Over time, major American movie reviewers have been widely favorable. The film holds an 89% "Certified Fresh" rating on Rotten Tomatoes based on 61 reviews with an average score of 8.3/10. The site's critical consensus reads: "With its iconic pairing of Paul Newman and Robert Redford, jaunty screenplay and Burt Bacharach score, Butch Cassidy and the Sundance Kid has gone down as among the defining moments in late-'60s American cinema."[46]
The Writers Guild of America ranked the screenplay #11 on its list of 101 Greatest Screenplays ever written.[47]

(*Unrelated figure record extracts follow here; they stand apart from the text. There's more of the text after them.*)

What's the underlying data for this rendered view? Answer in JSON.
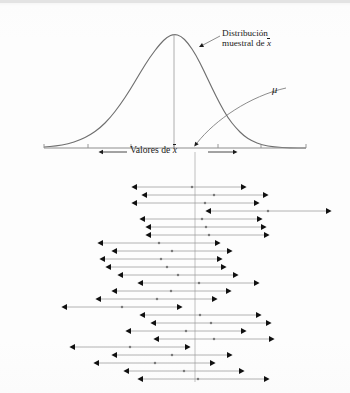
{
  "figure": {
    "kind": "statistics-textbook-figure",
    "language": "es",
    "background_color": "#fdfdfd",
    "ink_color": "#1b1b1b",
    "line_color": "#8d8d8d",
    "curve_color": "#6f6f6f"
  },
  "labels": {
    "distribution_line1": "Distribución",
    "distribution_line2_prefix": "muestral de ",
    "distribution_line2_symbol": "x",
    "mu_symbol": "μ",
    "axis_label_prefix": "Valores de ",
    "axis_label_symbol": "x"
  },
  "chart_data": {
    "type": "line",
    "xlabel": "Valores de x̄",
    "ylabel": "",
    "grid": false,
    "legend": null,
    "panels": [
      {
        "name": "sampling-distribution",
        "type": "line",
        "description": "Curva normal (campana) de la distribución muestral de la media",
        "axis": {
          "x_start": 44,
          "x_end": 306,
          "baseline_y": 148
        },
        "peak_x": 174,
        "peak_y": 34,
        "mean_symbol": "μ",
        "tick_positions": [
          44,
          88,
          131,
          174,
          218,
          261,
          306
        ],
        "curve_points": [
          [
            44,
            147
          ],
          [
            56,
            146
          ],
          [
            68,
            144
          ],
          [
            80,
            140
          ],
          [
            90,
            135
          ],
          [
            100,
            128
          ],
          [
            110,
            118
          ],
          [
            120,
            105
          ],
          [
            130,
            90
          ],
          [
            140,
            73
          ],
          [
            150,
            57
          ],
          [
            160,
            44
          ],
          [
            167,
            37
          ],
          [
            174,
            34
          ],
          [
            181,
            36
          ],
          [
            188,
            43
          ],
          [
            196,
            55
          ],
          [
            204,
            71
          ],
          [
            212,
            88
          ],
          [
            220,
            104
          ],
          [
            228,
            118
          ],
          [
            236,
            128
          ],
          [
            244,
            136
          ],
          [
            252,
            141
          ],
          [
            262,
            145
          ],
          [
            274,
            147
          ],
          [
            290,
            148
          ],
          [
            306,
            148
          ]
        ]
      },
      {
        "name": "confidence-intervals",
        "type": "interval-plot",
        "description": "Veinticinco intervalos de confianza con punto central (media muestral); las barras horizontales tienen puntas de flecha en ambos extremos",
        "mu_line_x": 195,
        "mu_line_y_start": 152,
        "mu_line_y_end": 382,
        "row_count": 25,
        "columns": [
          "left",
          "center",
          "right",
          "contains_mu"
        ],
        "rows": [
          {
            "left": 133,
            "center": 192,
            "right": 245,
            "y": 187,
            "contains_mu": true
          },
          {
            "left": 143,
            "center": 214,
            "right": 267,
            "y": 195,
            "contains_mu": true
          },
          {
            "left": 133,
            "center": 205,
            "right": 258,
            "y": 203,
            "contains_mu": true
          },
          {
            "left": 207,
            "center": 268,
            "right": 330,
            "y": 211,
            "contains_mu": false
          },
          {
            "left": 141,
            "center": 202,
            "right": 261,
            "y": 219,
            "contains_mu": true
          },
          {
            "left": 147,
            "center": 206,
            "right": 265,
            "y": 227,
            "contains_mu": true
          },
          {
            "left": 147,
            "center": 209,
            "right": 268,
            "y": 235,
            "contains_mu": true
          },
          {
            "left": 99,
            "center": 159,
            "right": 219,
            "y": 243,
            "contains_mu": true
          },
          {
            "left": 113,
            "center": 172,
            "right": 231,
            "y": 251,
            "contains_mu": true
          },
          {
            "left": 101,
            "center": 161,
            "right": 221,
            "y": 259,
            "contains_mu": true
          },
          {
            "left": 107,
            "center": 167,
            "right": 225,
            "y": 267,
            "contains_mu": true
          },
          {
            "left": 119,
            "center": 178,
            "right": 237,
            "y": 275,
            "contains_mu": true
          },
          {
            "left": 139,
            "center": 199,
            "right": 258,
            "y": 283,
            "contains_mu": true
          },
          {
            "left": 113,
            "center": 171,
            "right": 230,
            "y": 291,
            "contains_mu": true
          },
          {
            "left": 97,
            "center": 157,
            "right": 216,
            "y": 299,
            "contains_mu": true
          },
          {
            "left": 63,
            "center": 122,
            "right": 181,
            "y": 307,
            "contains_mu": false
          },
          {
            "left": 141,
            "center": 200,
            "right": 260,
            "y": 315,
            "contains_mu": true
          },
          {
            "left": 152,
            "center": 211,
            "right": 270,
            "y": 323,
            "contains_mu": true
          },
          {
            "left": 127,
            "center": 186,
            "right": 245,
            "y": 331,
            "contains_mu": true
          },
          {
            "left": 155,
            "center": 214,
            "right": 273,
            "y": 339,
            "contains_mu": true
          },
          {
            "left": 71,
            "center": 130,
            "right": 189,
            "y": 347,
            "contains_mu": false
          },
          {
            "left": 113,
            "center": 172,
            "right": 231,
            "y": 355,
            "contains_mu": true
          },
          {
            "left": 95,
            "center": 155,
            "right": 214,
            "y": 363,
            "contains_mu": true
          },
          {
            "left": 125,
            "center": 184,
            "right": 243,
            "y": 371,
            "contains_mu": true
          },
          {
            "left": 139,
            "center": 198,
            "right": 268,
            "y": 379,
            "contains_mu": true
          }
        ]
      }
    ]
  }
}
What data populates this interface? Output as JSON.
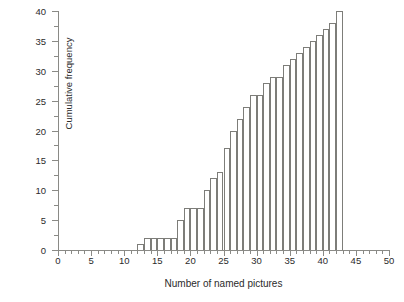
{
  "chart_data": {
    "type": "bar",
    "title": "",
    "xlabel": "Number of named pictures",
    "ylabel": "Cumulative frequency",
    "xlim": [
      0,
      50
    ],
    "ylim": [
      0,
      40
    ],
    "x_major_ticks": [
      0,
      5,
      10,
      15,
      20,
      25,
      30,
      35,
      40,
      45,
      50
    ],
    "x_tick_labels": [
      "0",
      "5",
      "10",
      "15",
      "20",
      "25",
      "30",
      "35",
      "40",
      "45",
      "50"
    ],
    "x_minor_tick_step": 1,
    "y_major_ticks": [
      0,
      5,
      10,
      15,
      20,
      25,
      30,
      35,
      40
    ],
    "y_tick_labels": [
      "0",
      "5",
      "10",
      "15",
      "20",
      "25",
      "30",
      "35",
      "40"
    ],
    "y_minor_tick_step": 2.5,
    "grid": false,
    "legend": false,
    "bar_fill": "#ffffff",
    "bar_edge": "#7d7d79",
    "axis_color": "#8a8a86",
    "categories": [
      12,
      13,
      14,
      15,
      16,
      17,
      18,
      19,
      20,
      21,
      22,
      23,
      24,
      25,
      26,
      27,
      28,
      29,
      30,
      31,
      32,
      33,
      34,
      35,
      36,
      37,
      38,
      39,
      40,
      41,
      42
    ],
    "values": [
      1,
      2,
      2,
      2,
      2,
      2,
      5,
      7,
      7,
      7,
      10,
      12,
      13,
      17,
      20,
      22,
      24,
      26,
      26,
      28,
      29,
      29,
      31,
      32,
      33,
      34,
      35,
      36,
      37,
      38,
      40
    ],
    "annotations": []
  }
}
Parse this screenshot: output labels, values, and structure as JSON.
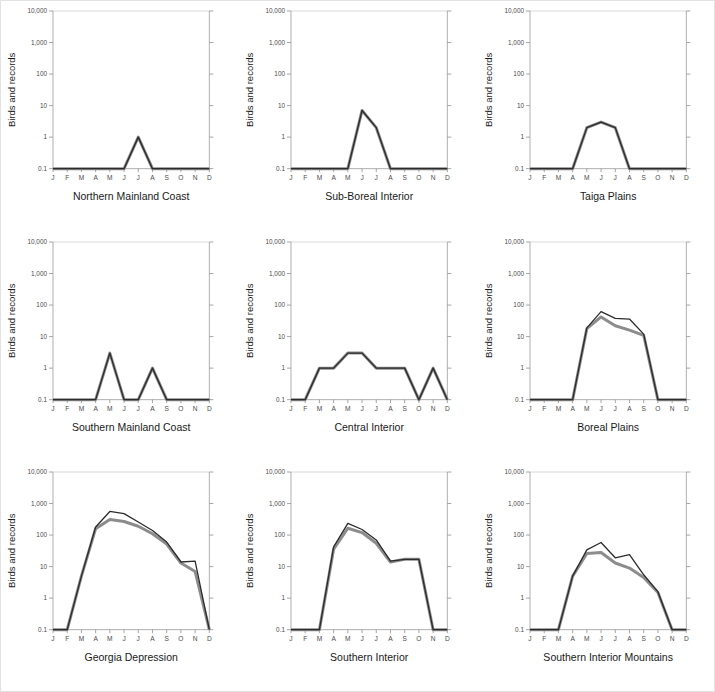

In 2003, Butch Cassidy and the Sundance Kid was selected by The New York Times as one of The 1000 Best Movies Ever Made.[48] In 2008, British film publication Empire magazine ranked the film #32 on their list of The 500 Greatest Movies of All Time.[49]
The film inspired the television series Alias Smith and Jones, starring Pete Duel and Ben Murphy as outlaws trying to earn an amnesty.[50]
A parody titled "Botch Casually and the Somedunce Kid" was published in Mad. It was illustrated by Mort Drucker and written by Arnie Kogen in issue No. 136, July 1970.[51]
Also in 1976, a made-for-television sequel to the film was released. Wanted: The Sundance Woman more heavily features Katharine Ross as Etta Place.[52]
In 1979, Butch and Sundance: The Early Days, a prequel, was released starring Tom Berenger as Butch Cassidy and William Katt as the Sundance Kid. It was directed by Richard Lester and written by Allan Burns. William Goldman, the writer of the original film, was an executive producer. Jeff Corey was the only actor to appear in the original and the prequel.[citation needed]
In September 2022, Amazon Studios announced a television adaptation of the film, starring Regé-Jean Page and Glen Powell. Joe and Anthony Russo will be executive producers under their AGBO production banner.[53][54]